What I thought: 141 minutes of glorious bloody Takeshi Miike, what's not to like about the master's 100th film?

Revenge within revenge and villain after villain render the bloodthirsty swordplay its fun and fabulous edge.

 

The Square

What's it about: A museum curator loses his phone, does something wilder to retrieve it, engages in a crazy one-night stand even as a PR agency proposes some wild suggestions about his brand new project.

What I thought: The Palme D'Or winner has a lot on its mind, but it all comes together cleverly, hilariously and provocatively in the Ruben Ostlund satire that takes a jab at the art world, media relations and disparity of social classes.

 

Loveless

What's it about: A bitter marriage on the brink of divorce copes with the tragic disappearance of their only child.

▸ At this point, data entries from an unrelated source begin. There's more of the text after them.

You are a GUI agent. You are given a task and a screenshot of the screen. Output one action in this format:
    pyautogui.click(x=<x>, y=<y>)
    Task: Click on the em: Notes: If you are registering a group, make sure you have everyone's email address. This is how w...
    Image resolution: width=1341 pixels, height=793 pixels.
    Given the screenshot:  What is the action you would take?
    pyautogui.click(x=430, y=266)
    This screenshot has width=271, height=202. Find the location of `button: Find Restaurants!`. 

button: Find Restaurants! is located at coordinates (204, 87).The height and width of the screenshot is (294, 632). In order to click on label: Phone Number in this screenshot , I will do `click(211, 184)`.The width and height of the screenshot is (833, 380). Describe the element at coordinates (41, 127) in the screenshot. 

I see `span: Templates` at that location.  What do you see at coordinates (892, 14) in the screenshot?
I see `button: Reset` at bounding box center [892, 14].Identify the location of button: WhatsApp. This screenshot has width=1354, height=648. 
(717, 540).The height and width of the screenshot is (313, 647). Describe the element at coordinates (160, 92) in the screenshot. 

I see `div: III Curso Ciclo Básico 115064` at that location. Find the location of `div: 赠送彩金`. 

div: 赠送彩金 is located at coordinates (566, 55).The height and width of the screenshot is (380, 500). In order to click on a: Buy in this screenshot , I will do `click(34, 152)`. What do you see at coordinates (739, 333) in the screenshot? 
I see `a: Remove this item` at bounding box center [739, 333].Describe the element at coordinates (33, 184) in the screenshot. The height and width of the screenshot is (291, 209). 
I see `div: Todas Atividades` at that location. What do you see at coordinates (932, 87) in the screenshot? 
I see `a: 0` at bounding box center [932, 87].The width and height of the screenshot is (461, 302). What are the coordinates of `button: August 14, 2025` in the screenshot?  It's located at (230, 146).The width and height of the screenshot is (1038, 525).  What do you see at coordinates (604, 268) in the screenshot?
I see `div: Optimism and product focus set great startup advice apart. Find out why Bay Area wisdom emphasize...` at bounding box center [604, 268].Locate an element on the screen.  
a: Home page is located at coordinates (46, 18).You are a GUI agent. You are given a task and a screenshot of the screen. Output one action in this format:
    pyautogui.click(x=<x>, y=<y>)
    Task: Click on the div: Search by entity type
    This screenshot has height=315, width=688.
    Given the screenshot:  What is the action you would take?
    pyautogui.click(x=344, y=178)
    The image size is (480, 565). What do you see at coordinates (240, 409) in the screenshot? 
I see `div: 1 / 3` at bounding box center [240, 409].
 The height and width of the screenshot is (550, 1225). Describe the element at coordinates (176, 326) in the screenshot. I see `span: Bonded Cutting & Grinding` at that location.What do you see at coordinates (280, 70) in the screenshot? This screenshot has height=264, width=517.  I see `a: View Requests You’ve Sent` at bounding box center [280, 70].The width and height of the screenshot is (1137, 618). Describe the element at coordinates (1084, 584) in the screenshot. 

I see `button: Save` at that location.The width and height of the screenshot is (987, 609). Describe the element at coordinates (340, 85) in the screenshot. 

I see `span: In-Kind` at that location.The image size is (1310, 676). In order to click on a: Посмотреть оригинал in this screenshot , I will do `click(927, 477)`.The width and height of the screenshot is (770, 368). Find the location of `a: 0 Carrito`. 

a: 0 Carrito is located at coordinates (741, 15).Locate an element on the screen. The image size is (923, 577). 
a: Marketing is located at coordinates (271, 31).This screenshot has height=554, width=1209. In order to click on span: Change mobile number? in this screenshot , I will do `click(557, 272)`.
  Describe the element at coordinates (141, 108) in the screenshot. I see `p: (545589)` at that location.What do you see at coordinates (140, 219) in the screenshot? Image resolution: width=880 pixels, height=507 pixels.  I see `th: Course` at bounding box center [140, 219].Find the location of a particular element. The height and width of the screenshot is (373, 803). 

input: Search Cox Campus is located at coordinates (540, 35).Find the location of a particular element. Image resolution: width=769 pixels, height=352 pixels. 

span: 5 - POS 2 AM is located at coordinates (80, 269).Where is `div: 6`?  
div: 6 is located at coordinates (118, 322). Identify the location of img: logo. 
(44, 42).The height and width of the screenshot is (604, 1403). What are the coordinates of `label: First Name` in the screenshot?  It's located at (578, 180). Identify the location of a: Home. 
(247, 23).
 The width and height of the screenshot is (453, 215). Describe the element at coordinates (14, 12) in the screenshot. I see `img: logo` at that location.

What I thought: A bleak, bleak film that shook me to the core with its cold characters and director Andrey Zvyagintse's haunting illustration of Russia's frosty, unsentimental society and its numbing effect on the human pysche.

 

Omerta

What's it about: Biopic of British terrorist Ahmed Omar Saeed Sheikh, sentenced to death in Pakistan for Daniel Pearl's murder.

What I thought: Hansal Mehta chronicles an extremist's rise into terrorism in Rajkummar Rao's unflinching portrayal of the dark side.

Despite the intimacy he displays towards the character, the film succeeds in reiterating the revulsion elicited by fanatical ideology.

It will be interesting to see how India's censor folks react to its obviously contentious content.